The MHRA has published its Regulatory Roadmap, intended to “protect patient safety and enable access without delay for UK patients to innovative medical technologies” including implantable devices, healthcare AI and software, and diagnostics for the early detection and prevention of disease.
These technologies, according to the MHRA, “all demand a new regulatory framework”, which sees the agency introduce a series of new Statutory Instruments, along with plans to put in place priority measures for patient safety and to have the “core elements” of the new framework in place by 2025.
The planned regulations are also designed to deliver “greater international harmonisation”, focusing on maintaining a more patient-centred and proportionate set of requirements for medical devices, which are responsive to technological advances.
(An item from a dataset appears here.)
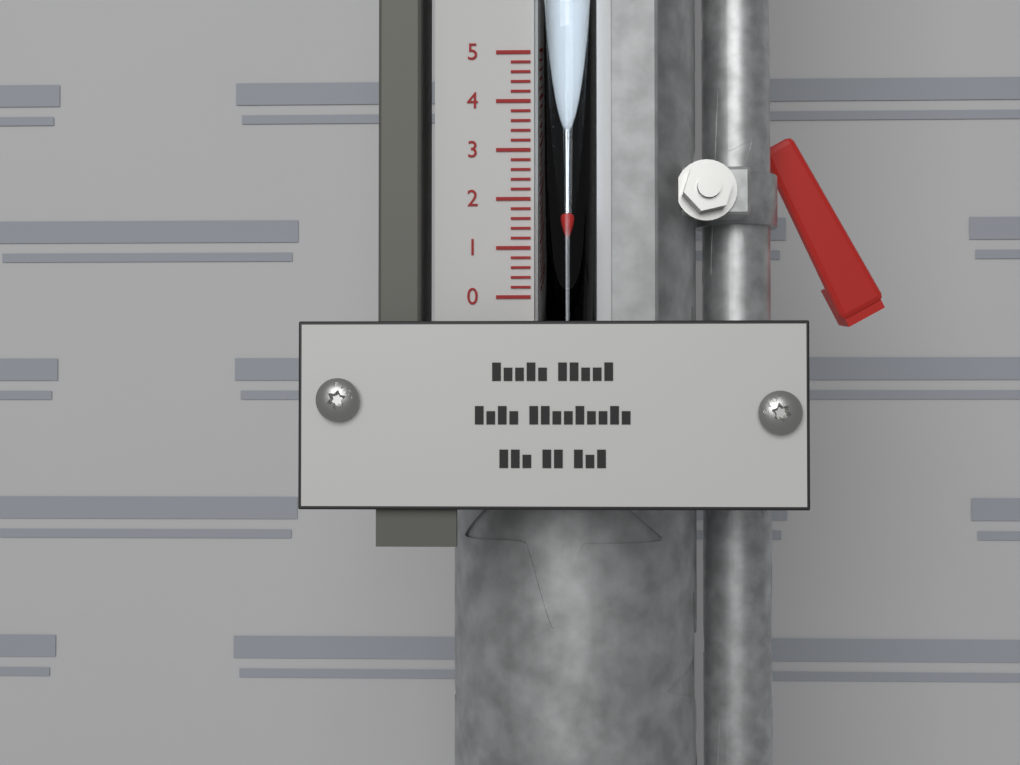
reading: 1.8 (no unit)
Dr Laura Squire, MHRA med tech regulatory reform lead and chief officer for healthcare, quality and access, said: “Today’s exciting medical technology advances offer important new opportunities for patient care and improvements to healthcare delivery. We are therefore delighted to begin this new year by setting out a comprehensive plan for significant improvements to the regulatory framework for medical devices over the next two years.”
She added that the new framework will “strengthen the MHRA’s ability to keep patients safe, while at the same time contributing to an environment which encourages the launch of the most innovative healthcare products that make a real difference to the public’s health. The roadmap sets out how we will work with stakeholders including patients as the process moves forward, giving early sight of what is to come and giving us feedback about the guidance they will need, to ensure the successful implementation of these wide-ranging UK reforms.”
For a visual timeline of the roadmap, please click here. It covers activities delivered between 2021 and 2023 and activities planned over 2024 and 2025, including stakeholder discussions around scope, classification and requirements and the launch of the new “regulatory sandbox” AI-Airlock: a partnership between government, regulators and industry “which will see advanced AI technology used in NHS settings safely ahead of regulatory approval”, in order to allow NHS patients to benefit early from emerging technologies. HTN covered an update on AI-Airlock here.
In other news from the MHRA, the agency, along with international partners the FDA and Health Canada, recently published five guiding principles for the development of predetermined change control plans (PCCPs), with the aim of removing “the regulatory burden for developers of machine-learning-enabled medical devices”.